CCSJ launches peer-led cohort program to engage students around social justice issues
Loyola’s Center for Community, Service, and Justice (CCSJ) has launched the peer-led cohort program, Bmore Engaged, a program designed to support students in their progression from learning to action when addressing social justice issues.
During the Spring 2021 semester, 53 students have registered to dive into social justice issues including race and racism, immigration/migration, education/youth development, food access, workforce and employment, civic engagement, and environmental justice.
The program, which is 10 weeks long, offers bi-weekly personal learning exercises with alternating bi-weekly facilitated Zoom cohort sessions. During personal learning activities, students learn by reading articles; listening to podcasts; and watching videos that can help educate them on social justice topics.
Participants also challenge themselves to expand knowledge by having conversations with those who hold similar and differing perspectives; reflect on topics through prayer or a new spiritual practice; demand changes in legislation through petitions and action alerts; and develop a creative expression that demonstrates your commitment to the social justice issue. Throughout the personal learning activities participants are often encouraged to self-reflect through activities such as journaling. These self-reflection activities are important as they get to the heart of CCSJ’s work.

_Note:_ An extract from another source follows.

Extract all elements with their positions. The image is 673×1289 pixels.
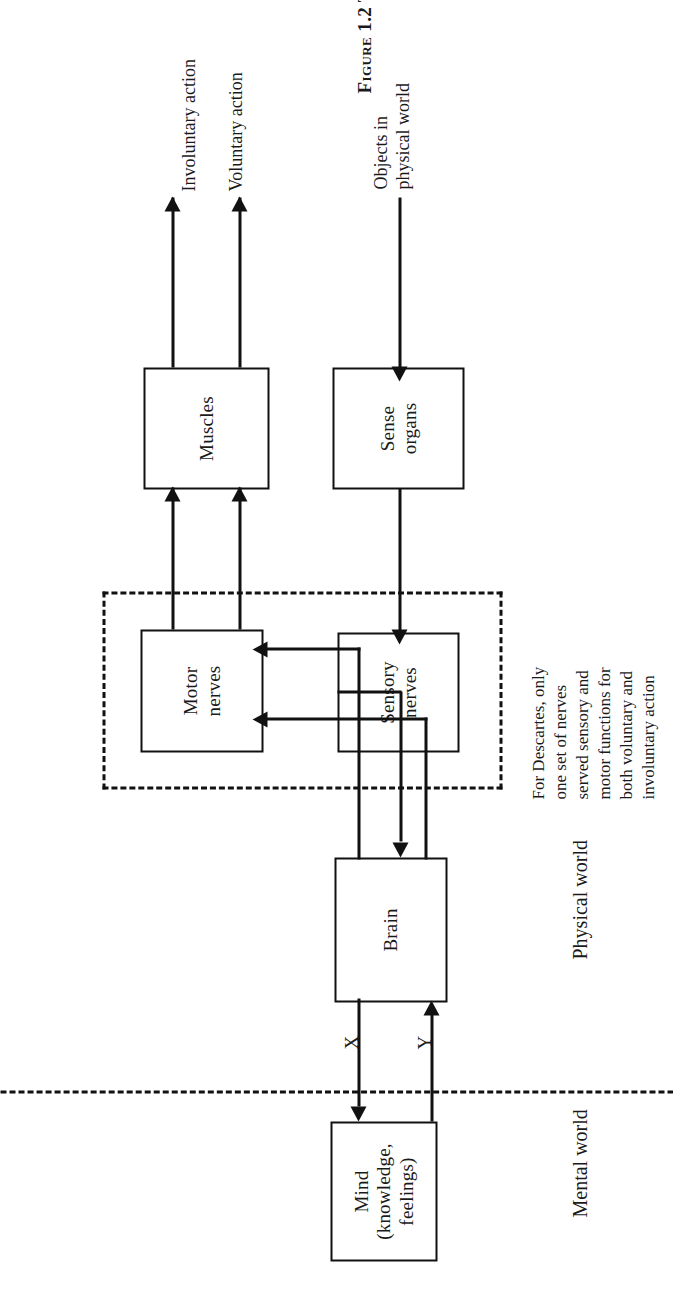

“Bmore Engaged is important as it supports students’ progression from learning to action, particularly during a time where in-person engagement is limited due to COVID,” says Pat Cassidy, assistant director of the Center for Community, Service, and Justice. “Opportunities for learning and engagement in social change efforts are critical during times like these, and we wanted to be sure to offer students ways to stay engaged in CCSJ/YRI & Loyola’s mission. As participants dive into their learning, it becomes clear that race and racism are the root of many of these justice topics. Without understanding and centering race in this work, we miss the foundational reason these inequities exist in policies and practices that are present in our city, our state, and our nation. Through their participation in Bmore Engaged, students come to better understand their positionality in relation to the issue and how they can wield their power—individually and collectively—to create impact and change.”
The program is made up of four main components: head, heart, spirit, and hands. These elements derive directly from the Ignatian pedagogy elements of context, experience, reflection, action, and evaluation. In this way, students are encouraged to acknowledge how their identities shape their perspective on the topic (head); associate learning with relationships and encounters to those who share similar and different ideas than oneself (heart); reflect through prayer, journaling, creative modalities, and meditation (spirit); and to form a plan of action (hands).
Students gathered for the first Bmore Engaged session of the semester on Feb. 8, 2021, via Zoom. This semester’s work builds on the work that began in the fall of 2020, when Bmore Engaged launched with the goal of keeping students engaged by cultivating a sense of community while students were learning and participating remotely.
“It was great to hear how other people took action and plan to take action because it has informed and inspired me to act differently and look towards initiatives that I never previously thought of,” said Carolyn Thaney, ’22, a Bmore Engaged participant.